I am starting to think that tone control circuitry and potentiometers have traditionally not been of very good quality. This may be the reason that they have been avoided. I also think an industry arose to accomplish the same ends. In many ways tone control has been replaced in various ways by adding levels of complexity to make a system "synergize." I will be the first to plead guilty to having done this. I rolled tubes, made many cabling switches, even more fundamentally I have bought different speakers, amps, preamps, phono stages etc.to achieve a system I like. I think we all can that different systems do in fact sound different.
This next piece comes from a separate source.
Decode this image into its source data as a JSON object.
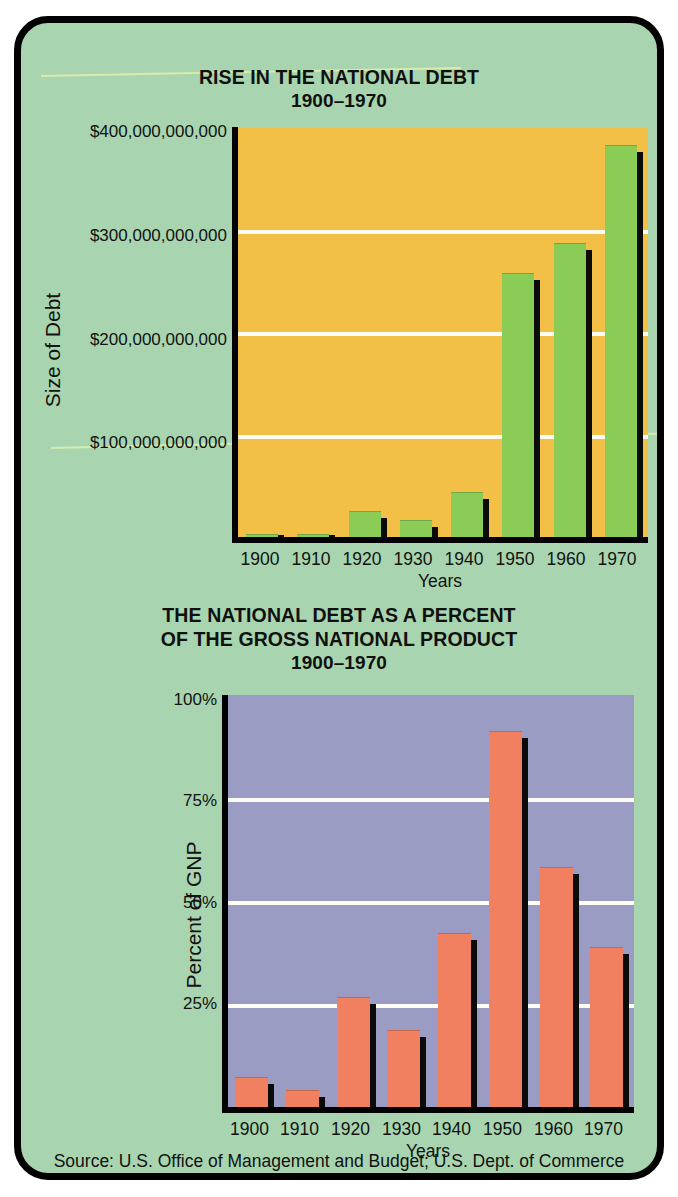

That said in defense of those who think tone control is anathema, I must agree it can be dreadful. For instance I tried a mid fi parametric equalizer from the late 70s or early 80s and it absolutely flattened the soundstage, muddied the sound and simply made a good system sound terrible. The possibilty of introducing useful tone control arose when using a computer based equalization program popped up and demanded to know what type of sound I preferred. After trying numerous presets I made a custom scheme. I found it improved the sound (obviously a matter of my taste vs the 0+- line.)
With current advances in understanding the target audience, I now think it is realistic that hardware engineered for critical listening proximal to the source with digital data clearly, can compensate for recordings that are not well made or you just want to sound the way you like it. As mentioned if Leben can achieve high quality with bass contour AKA "loudness button" then amplification circuitry by others should be able to as well.